Maybe it’s my own search for that magic spot that draws me back to the airpark until this piece is finished. Each time with an Americano and tall can of beer. I sit shotgun and listen to Nothing is Perfect, Everything is Fine and watch people pour out of their cars in those last moments of sunlight to lap the park on bikes, rollerblades, on foot.

“Everyone has that [magic spot]. I’ve never met an artist who didn’t chase after that,” Frances says. “But that’s life, to some extent. You’re always chasing that one awesome time, wishing it could be like that again. Is your memory of it as real as what you’ve turned it into in your mind? No.”

One of the warmer nights I get out of the car to snap a picture of a Cornelia Fort quote engraved on a plaque at the entrance. “I am grateful that my one talent, flying, was useful to my country,” said the first female pilot to die on active duty in American history.

A few hipster families park and flood by me, pushing strollers out toward the Cumberland before the sun sets. It’s the kind of scene that you imagine inspired songs like “Bohemian Paradise.” These people probably live in the “plastic houses” Frances rails against. But we’re all part of the problem here, as Frances herself acknowledges. Eventually there’s just nowhere for people to be, to make art, because, as she says, “people get pushed out as things get revamped.”

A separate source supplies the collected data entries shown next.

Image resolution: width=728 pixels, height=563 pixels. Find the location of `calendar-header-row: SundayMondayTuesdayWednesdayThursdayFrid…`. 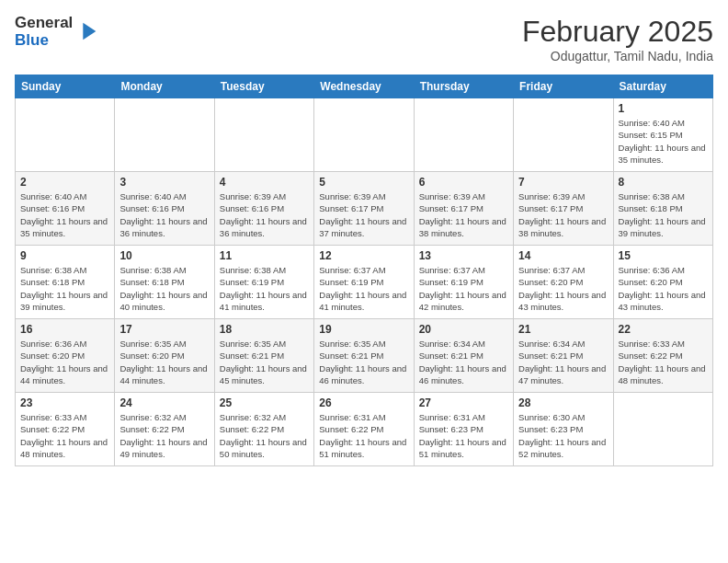

calendar-header-row: SundayMondayTuesdayWednesdayThursdayFrid… is located at coordinates (364, 86).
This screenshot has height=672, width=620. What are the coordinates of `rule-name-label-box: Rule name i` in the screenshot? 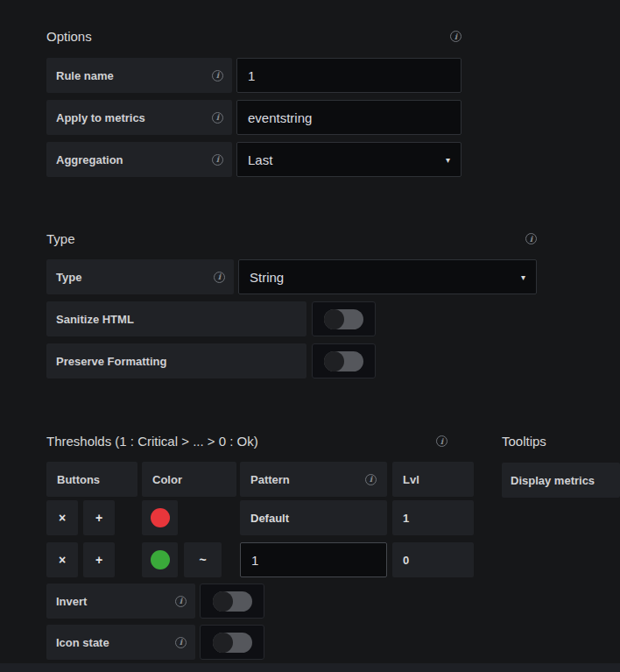 It's located at (139, 75).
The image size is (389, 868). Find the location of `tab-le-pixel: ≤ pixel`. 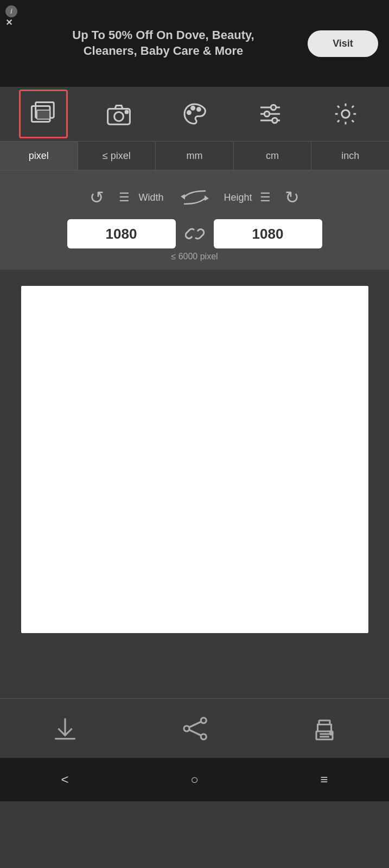

tab-le-pixel: ≤ pixel is located at coordinates (117, 156).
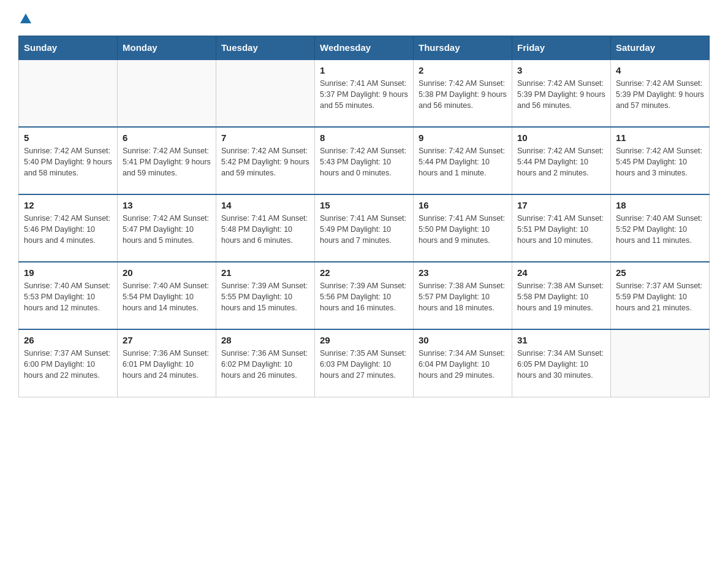 Image resolution: width=728 pixels, height=563 pixels. Describe the element at coordinates (661, 228) in the screenshot. I see `calendar-cell: 18Sunrise: 7:40 AM Sunset: 5:52 PM Dayli…` at that location.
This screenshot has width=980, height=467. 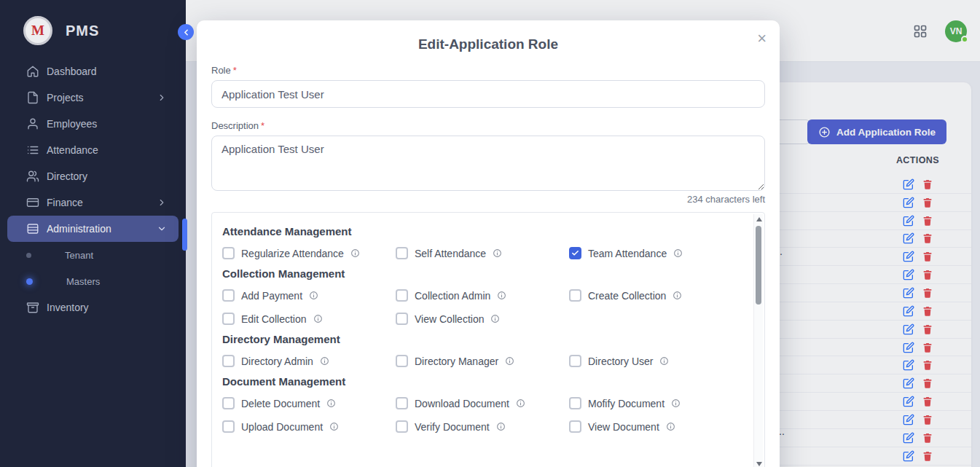 I want to click on permission-item-directory-admin: Directory Admin, so click(x=309, y=361).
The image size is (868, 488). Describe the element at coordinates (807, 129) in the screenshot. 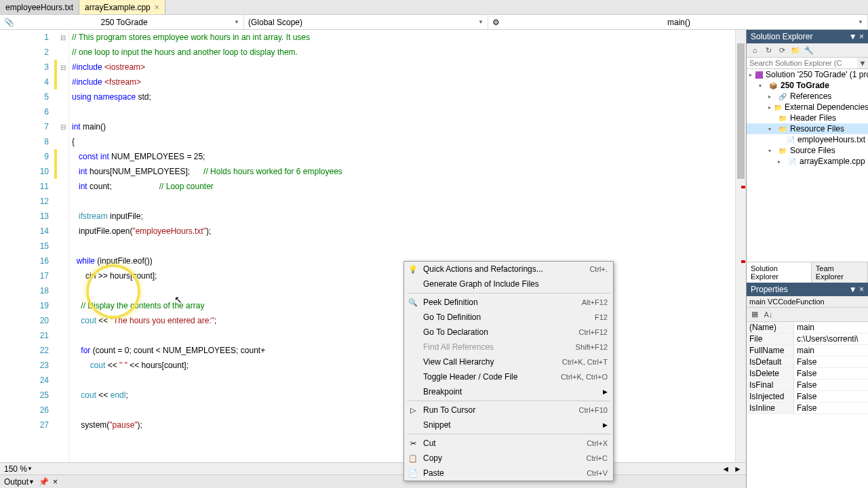

I see `tree-item: ▾ 📁 Resource Files` at that location.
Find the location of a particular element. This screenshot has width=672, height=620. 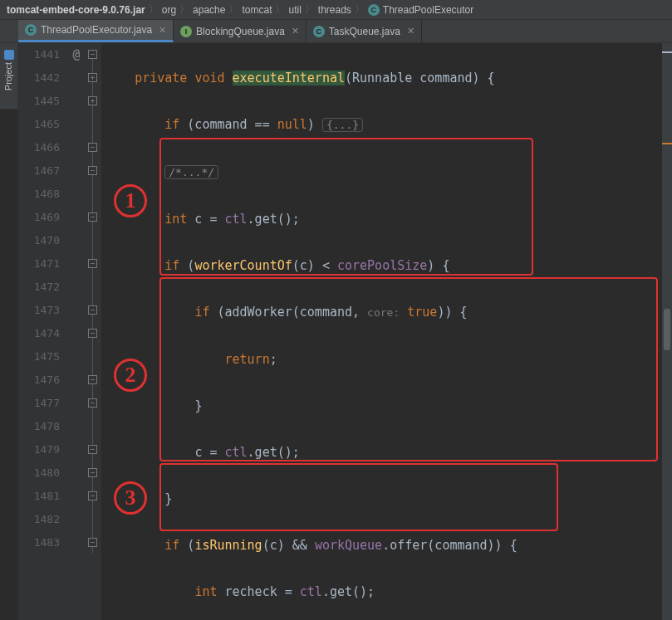

breadcrumb-class: CThreadPoolExecutor is located at coordinates (420, 10).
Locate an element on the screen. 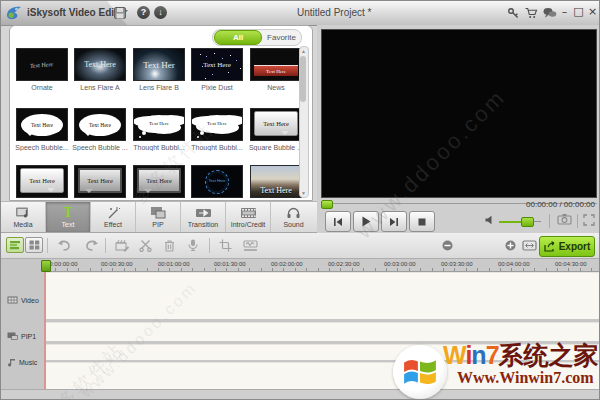 The width and height of the screenshot is (600, 400). ruler-label: 00:03:00:00 is located at coordinates (400, 264).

Everything about Frances, from her howling songs to her quick and ready honesty, suggests that we don’t have time to not mean what we say. There’s no more room for or interest in indie rock irony.

“I don’t necessarily want to become Rage Against the Machine or a super political band,” she says about making art during the current administration. “Sometimes I think I’m just saying, Are you seeing this? Are you seeing what’s happening?

Sometimes it seems like when you devote yourself to making something you run the risk of not making something of yourself. With Frances that isn’t true. There’s no discernible distance between her and her art, as both have grown in tandem. Now wiser and with a steady clarity that often seems to accompany sobriety, she has her message and her method, she has her sound, and she is useful.

“I try to be especially supportive of younger women who are in Nashville, and if they’re interested in advice about [making music], I’ve been here a long time and have made a bunch of mistakes . . . I want to create a community of people who support each other as much as I can.”

I stay at the airpark until just shy of dark listening to the record, reading back over Frances’ thoughts.

On rock ‘n’ roll and aggression today: “People need a way to release their frustration, so I think aggressive music is especially important right now. And for me, I want it to be aggressive but not necessarily angry or negative. Because I’m not really that angry or negative. I’m a lot less angry than I used to be, and I try hard to be positive. But that doesn’t mean I can’t be frustrated and show that. To me, it’s almost like showing women you can be frustrated, but you don’t have to be an asshole . . . It doesn’t have to manifest in an I’m-right-you’re-wrong way. We’re in this together. This is fucked up, but what can we do to solve it in an aggressively positive way?”

Nothing is Perfect, Everything is Fine will be out June 2, with a release show June 1 at The 5 Spot.